I'm currently working on a WebGL-like OpenGL wrapper in c++, which involves verifying that arguments are actually valid. The problem, more or less, is that OpenGL has a ton, and I'm not exaggerating here, of valid arguments for certain functions.
(Image of a naive conditional (possible
internalformat
constants for glTexImage2D
, if you're interested. I literally wrote a JS table parser/conditional maker for a few of those) to make my point. That's an assert
...)
The logic of such checks is simple enough:
bool check(const unsigned int var)
{
return var == CONSTANT_1 || var == CONSTANT_2 || var == CONSTANT_...;
}
But, as per the above example, this can stretch for up to 84 possible constants, which is... yeah. And I'm fully aware that a macro wouldn't cut this down by an absurd amount, but it would still make a difference, and I feel like it would be cleaner too. Not to mention the possibility of other macros of a similar fashion with different operators.
So my idea was to use a macro. After all, this check would be trivial to do at runtime, with a std::initializer_list``,
std::vector,
std::array` or some other container, but since all of these constants are known at compile time, I feel as though this is unnecessary.

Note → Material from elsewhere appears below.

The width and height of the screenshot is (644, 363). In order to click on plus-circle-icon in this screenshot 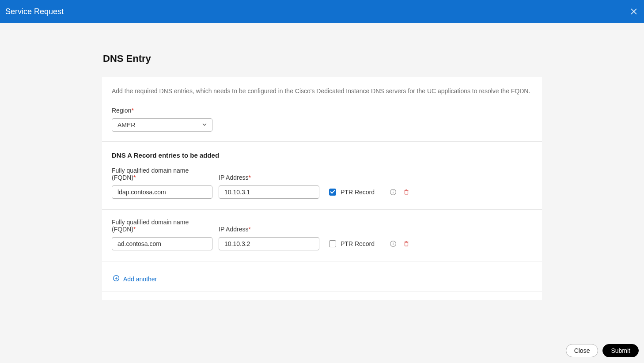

Since the number of possible constants is variable, I see no way of not using a variadic macro. Yet I don't know how I would accomplish this. One possible way I thought of doing this is basically overloading a macro based on the number of arguments (akin to this), but this seems unnecessarily complex.
In essence, I'm looking for a macro that would fulfill the following:
MACRO(var, CONSTANT_1, CONSTANT_2, CONSTANT_3)
expands to
var == CONSTANT_1 || var == CONSTANT_2 || var == CONSTANT_3
with any number of constants (important!, and the hard part).